Published February 7, 2013 This content is archived.
A study conducted in the Department of Psychology has found that college students who drink to cope with anxiety may experience more negative alcohol-related consequences than peers who drink for other reasons.
Justin Kimber, an undergraduate research assistant, examined the pathway between Generalized Anxiety Disorder (GAD) and drinking-to-cope behavior among college students relative to the number of negative alcohol-related consequences they reported. Such consequences include blacking out, lower grades, missing class, etc.
Guided by Jennifer Read, professor of psychology, Kimber used date from a larger study by Read that was funded by the National Institute on Alcohol Abuse and Alcoholism.
“I considered two things: the fact that self-medication theory suggests that one reason highly anxious people may drink is to cope with their symptoms, and that previous research showing that highly anxious college students tend to report more negative alcohol-related consequences,” Kimber says.
“My hypothesis was that the reason high-anxiety students experience more negative alcohol-related consequences than other students,” he says, “is that they tend to self-medicate with alcohol to cope with uncomfortable GAD symptoms, like chronic worrying, trouble sleeping, nervousness, stress and tension.
“The study is important,” Kimber explains, “because GAD affects 1-to-2 percent of college students in the U.S.—somewhere between 207,000 and 415,000 college students currently suffer from symptoms of generalized anxiety disorder.” (Figures extrapolated from 2010 U.S. Census projections of 2012 college enrollment.
“I am interested in the relationship between anxiety symptoms and self-medication with alcohol because the research literature to date has shown mixed findings,” he says.
“Some studies found anxiety to be a risk factor for self-medication. Others found anxiety to be a protective factor. That happens when anxiety prevents people from attending situations where alcohol may be present, thereby putting them at lower risk for possibly experiencing alcohol-related consequences.”
Kimber says another issue he wanted to explore is the effect of the definition of “negative alcohol outcomes” in related studies of college students.
“Previous studies with college students usually define ‘negative consequences’ as long-term outcomes like alcoholism and liver cirrhosis,” Kimber says, “but since these outcomes are unlikely to affect many students while they are in college, this study defined negative consequences in terms more common and immediate to this population—things like missing classes, academic failure, blacking out or sexual and relationship issues.”
Kimber’s study involved 72 college-student subjects with a mean age of 19 years, 4 months. Of these, 54 percent were freshmen and 41.5 percent were female.
“We retested the anxiety/drinking-to-cope/problematic drinking pathway using a measure of problem drinking developed with and for college student drinkers: the 48-item Young Adult Alcohol Consequences Questionnaire, which measures alcohol-related consequences experienced by an individual over the past 30 days of drinking,” he says.
“Subjects also completed the General Anxiety Disorder 7 scale, a self-reported questionnaire used to screen and measure the severity of general anxiety disorder,” he says, “and Cooper’s Drinking Motives Questionnaire/Drinking to Cope Subscale (DMQ-Cope), which assesses drinking motivated by an attempt to cope with distress or negative mood.
“The study found that high levelsof general anxiety significantly predicted both drinking-to-cope behavior and negative alcohol consequences,” Kimber says, “but that drinking-to-cope behavior does not fully mediate the relationship between general anxiety symptoms and alcohol consequences, suggesting that other factors also contribute to problem drinking patterns among those with high levels of anxiety.”
Kimber says that findings from this work have implications for cognitive behavioral assessment of and therapy for college students.
“If clinicians recognize the relationship between levels of anxiety and self-medication with alcohol among college students,” he says, “and if they look for negative symptoms of self-medication specific to college students, they can help their patients (or clients) recognize, understand and deal with their symptoms effectively without resorting to drinking.”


> **What is being asked**
Leaving the pictures aside, transcribe only and exactly the lines from the one with "Help me find man in this image." through the end of the entries, both included.

> **Data to examine**

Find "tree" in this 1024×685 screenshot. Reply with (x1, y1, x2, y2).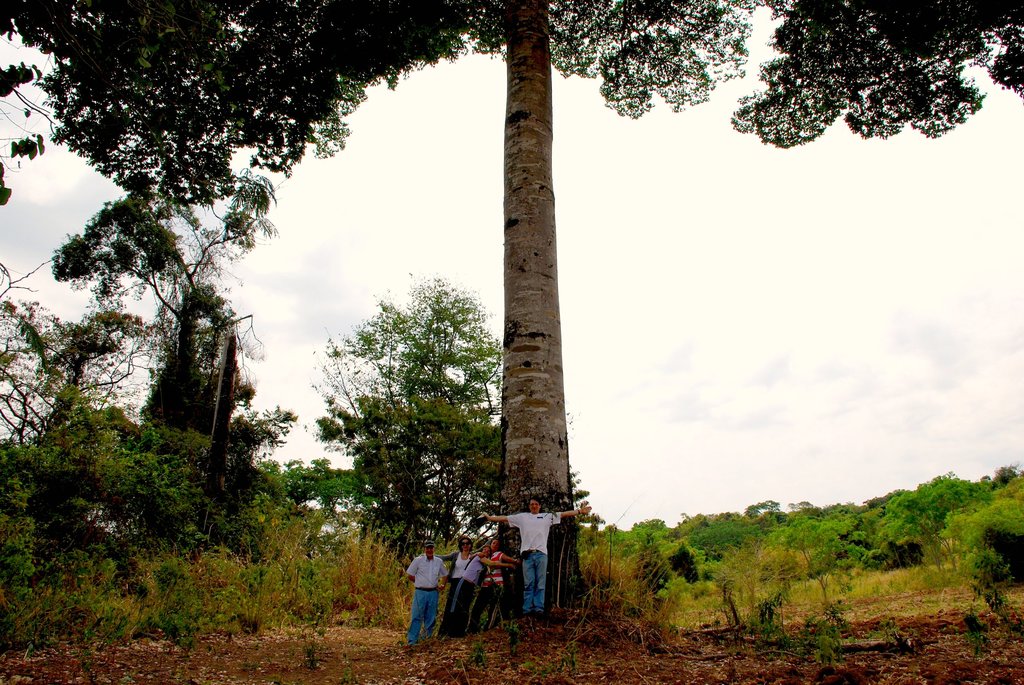
(701, 503, 794, 574).
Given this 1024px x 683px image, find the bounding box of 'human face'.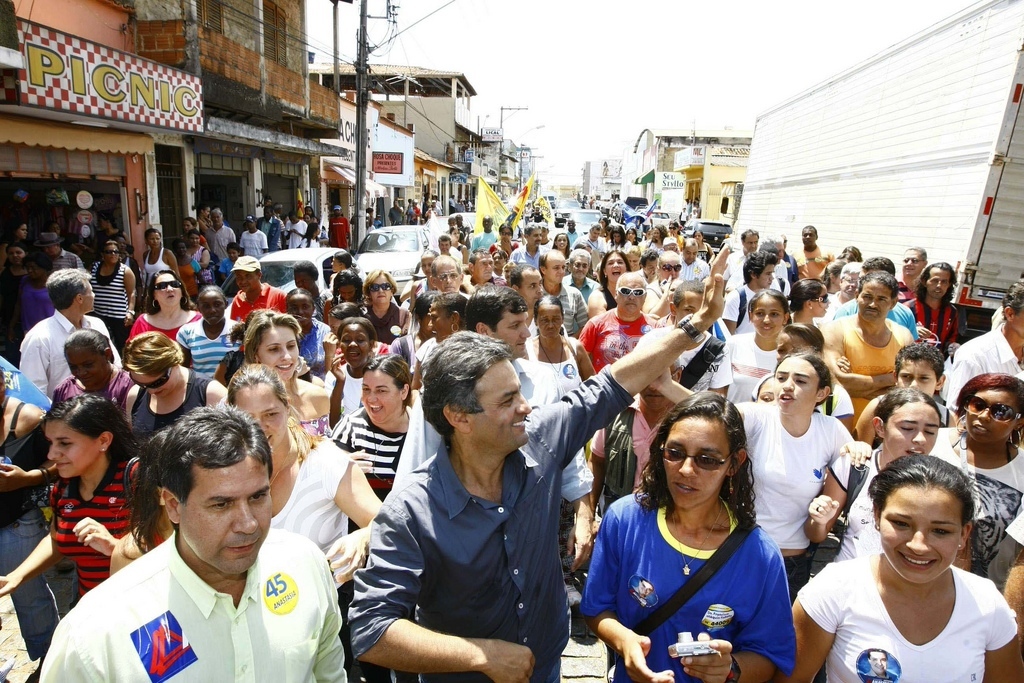
left=660, top=258, right=682, bottom=279.
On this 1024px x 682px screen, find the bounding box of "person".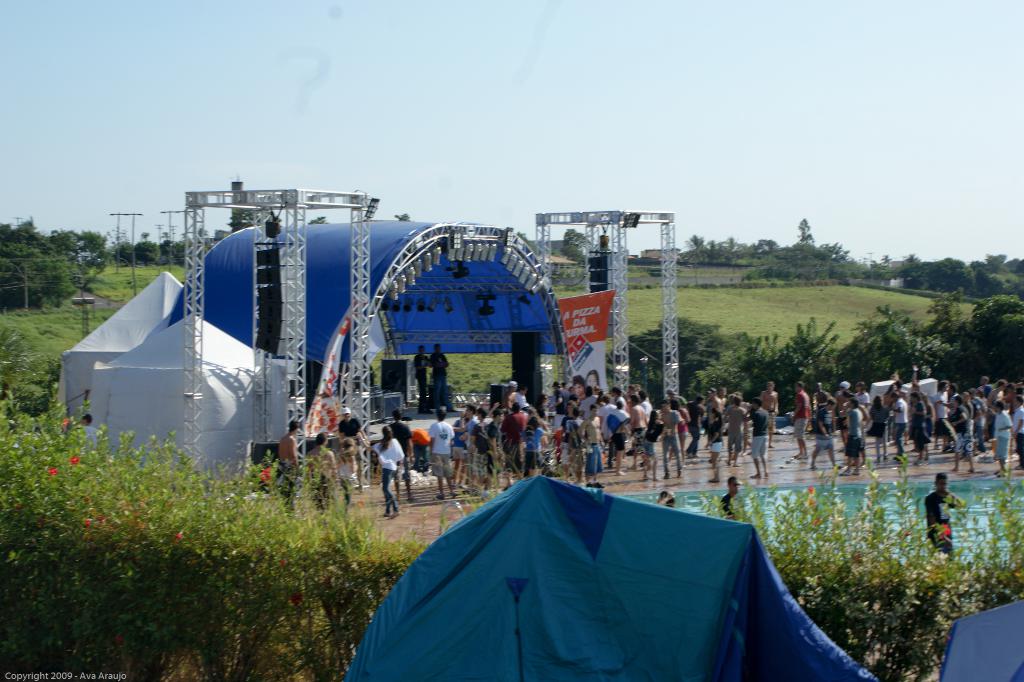
Bounding box: box=[917, 471, 955, 558].
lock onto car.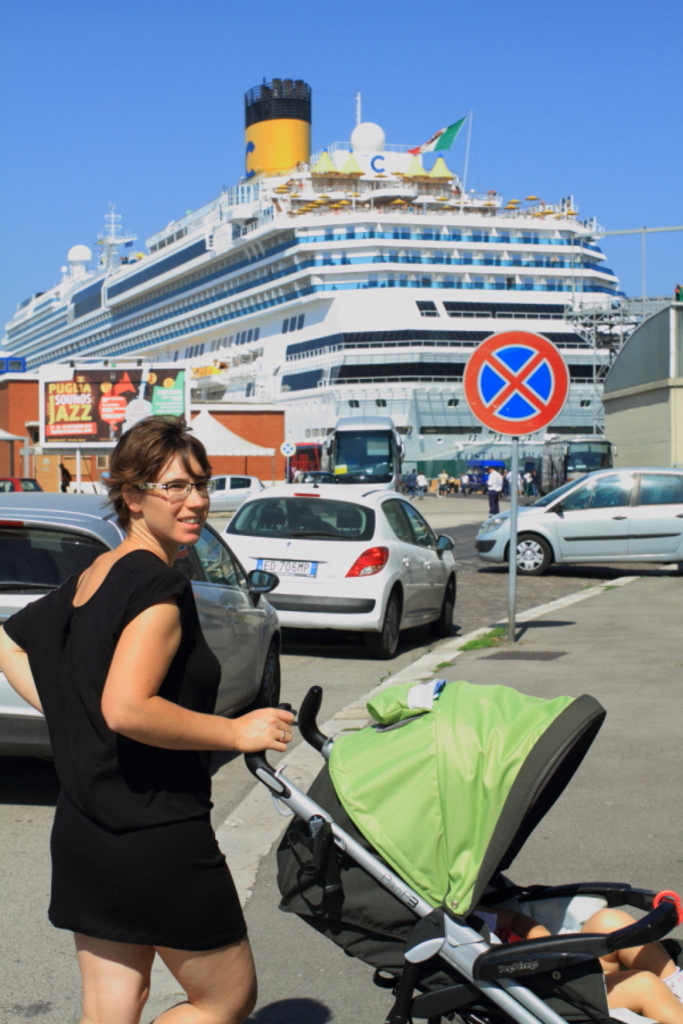
Locked: 469,469,682,585.
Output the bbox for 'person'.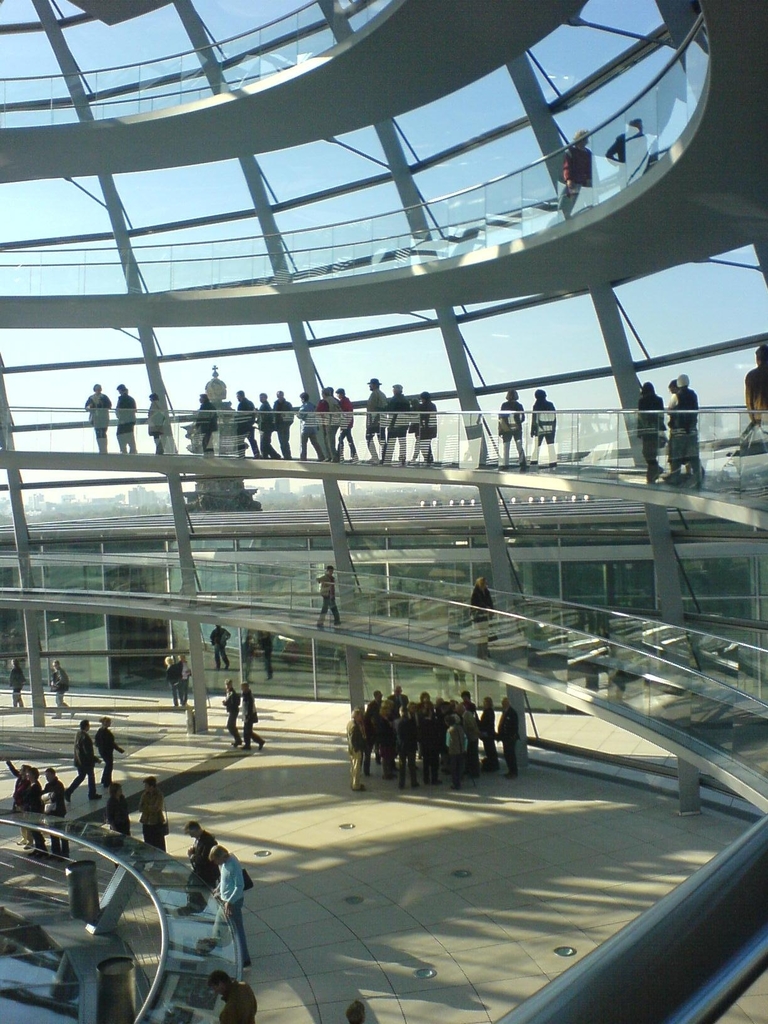
left=634, top=383, right=669, bottom=491.
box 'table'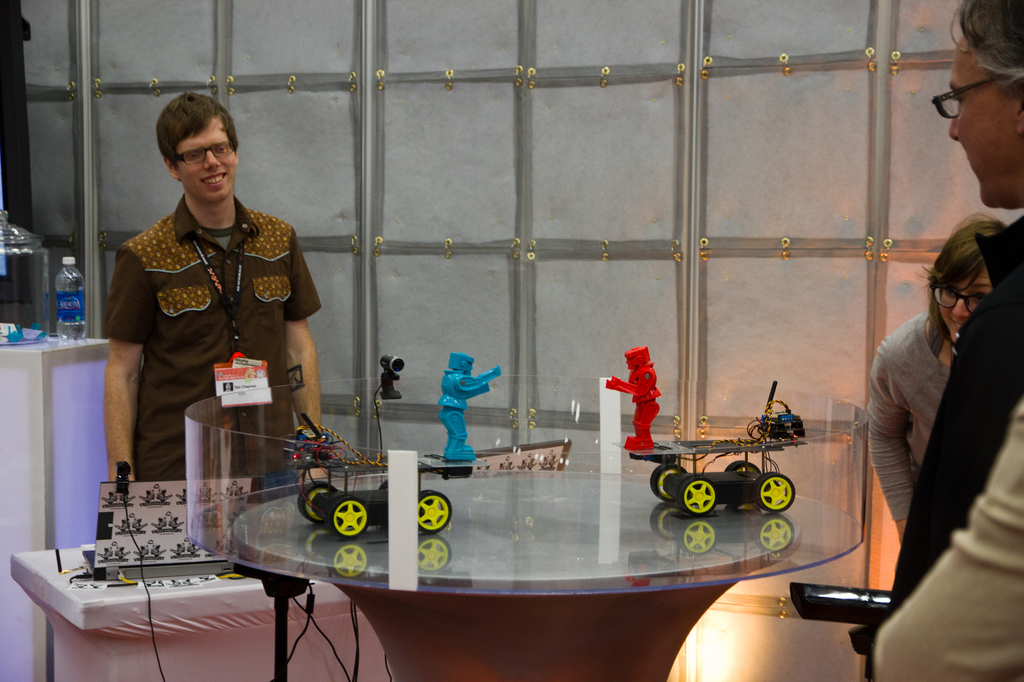
154, 445, 860, 679
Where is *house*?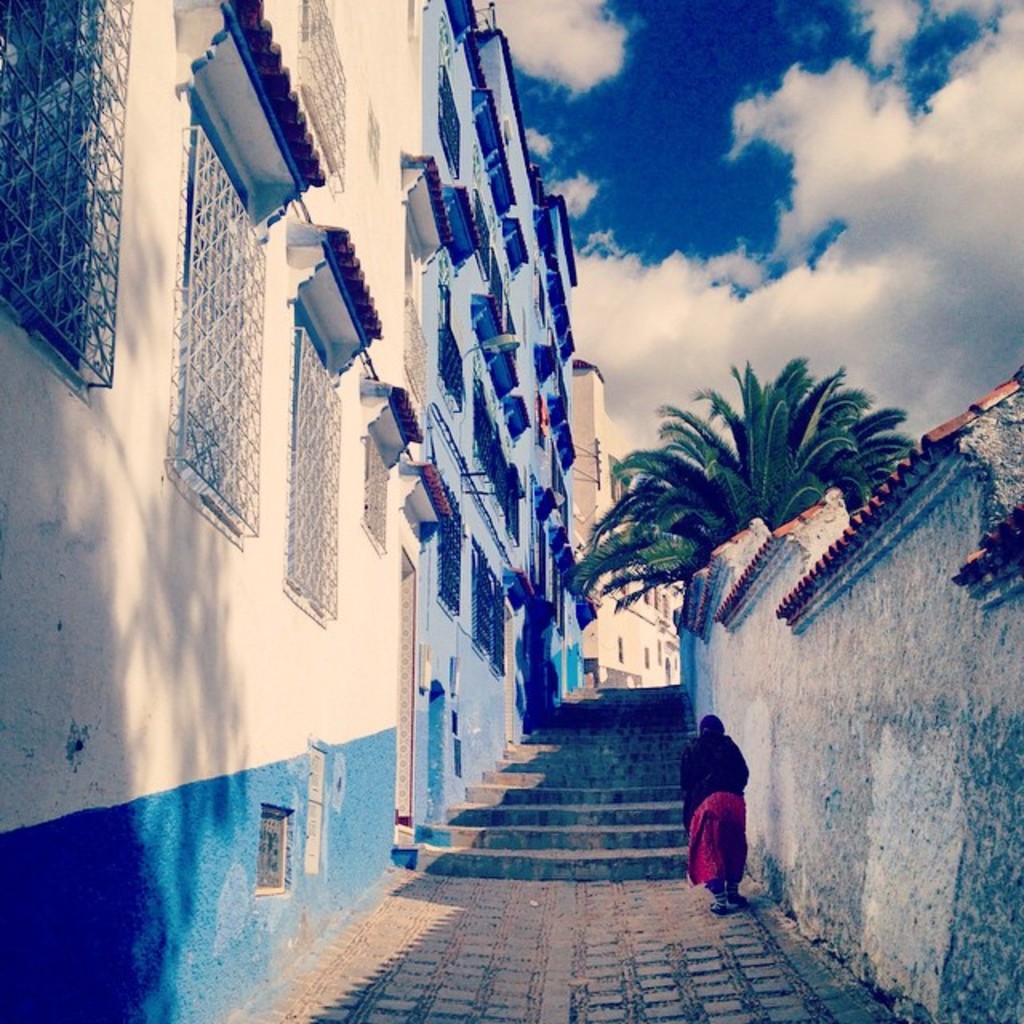
crop(560, 357, 707, 683).
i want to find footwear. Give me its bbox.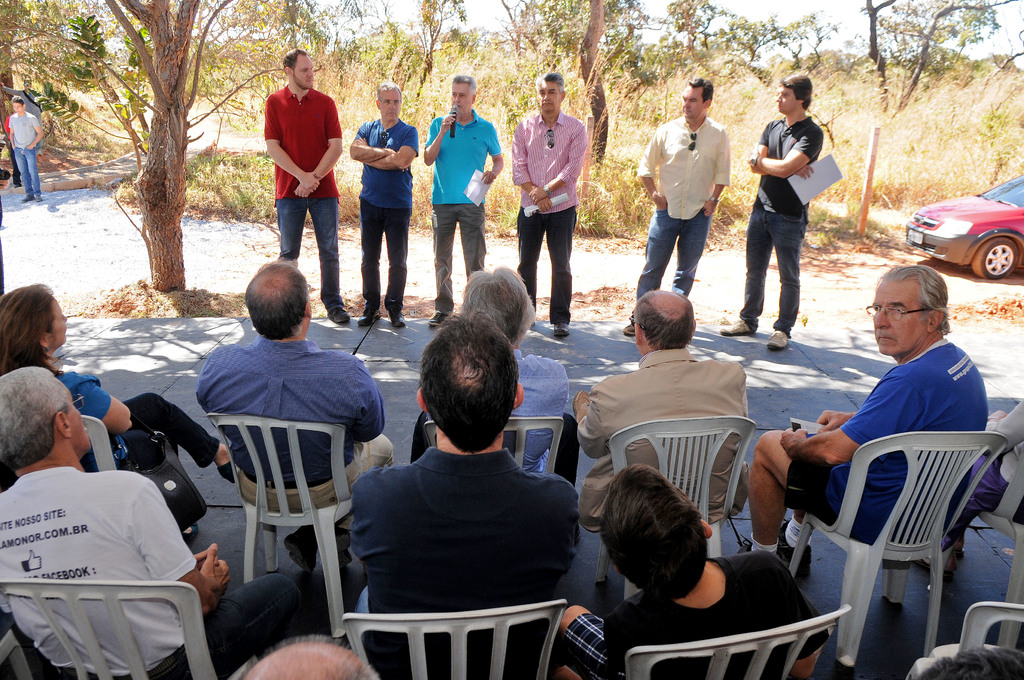
779/521/815/568.
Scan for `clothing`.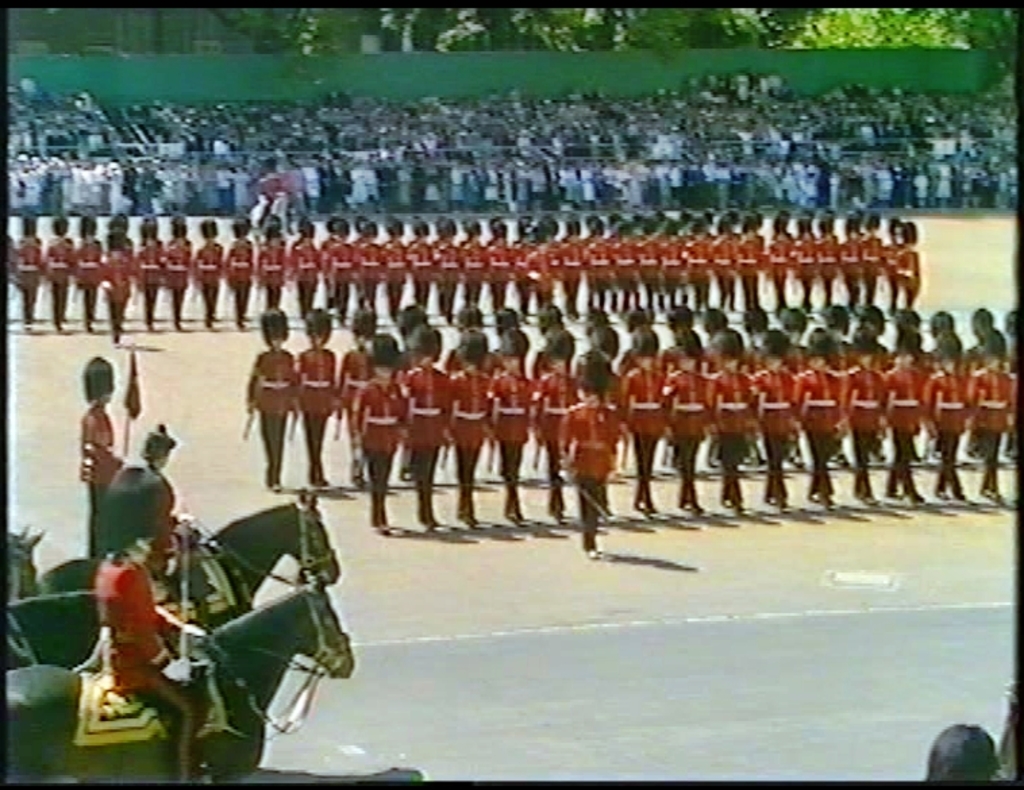
Scan result: crop(359, 373, 405, 524).
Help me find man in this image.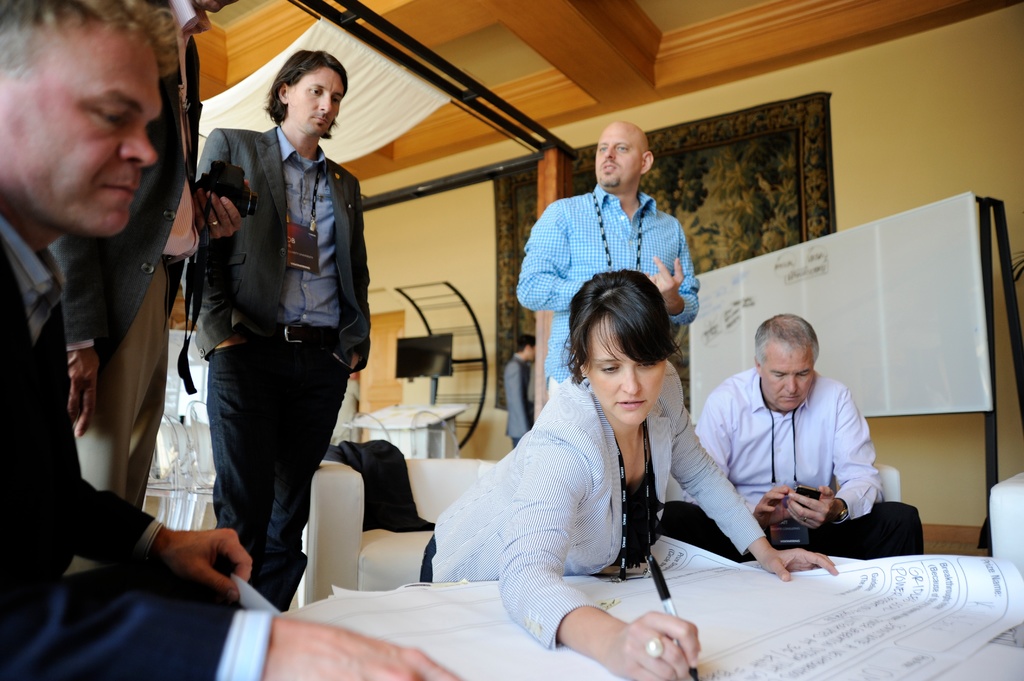
Found it: crop(180, 52, 372, 613).
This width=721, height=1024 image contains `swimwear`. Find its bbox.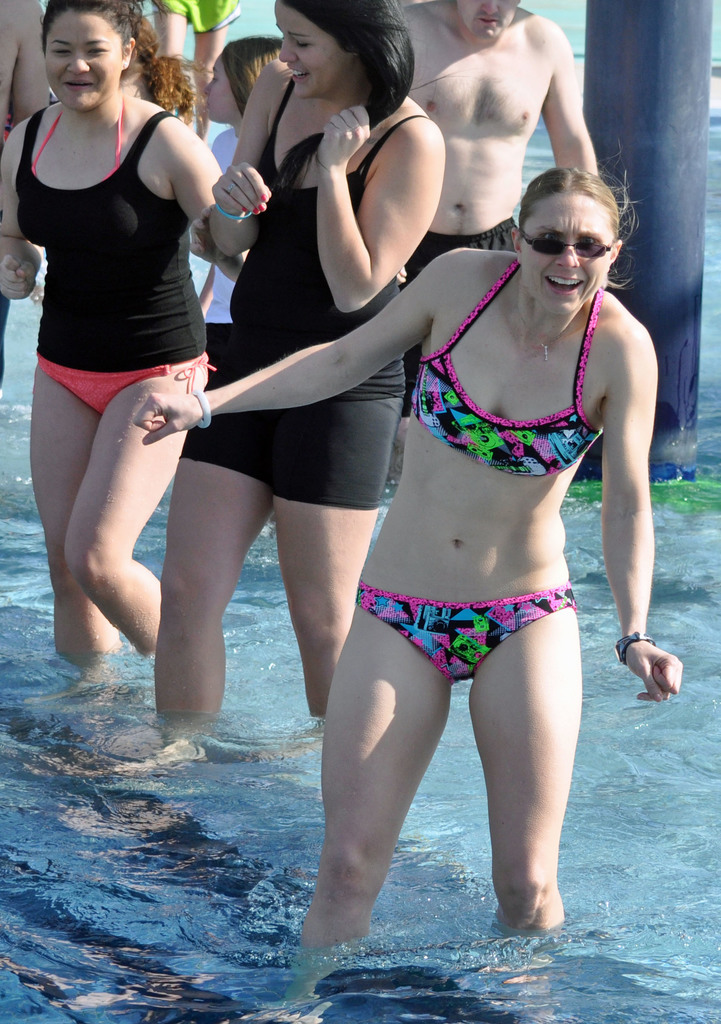
bbox(35, 351, 215, 421).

> **Your solution**
Help me find man in this image.
Found it: crop(180, 52, 372, 613).
This width=721, height=1024 image contains `swimwear`. Find its bbox.
bbox(35, 351, 215, 421).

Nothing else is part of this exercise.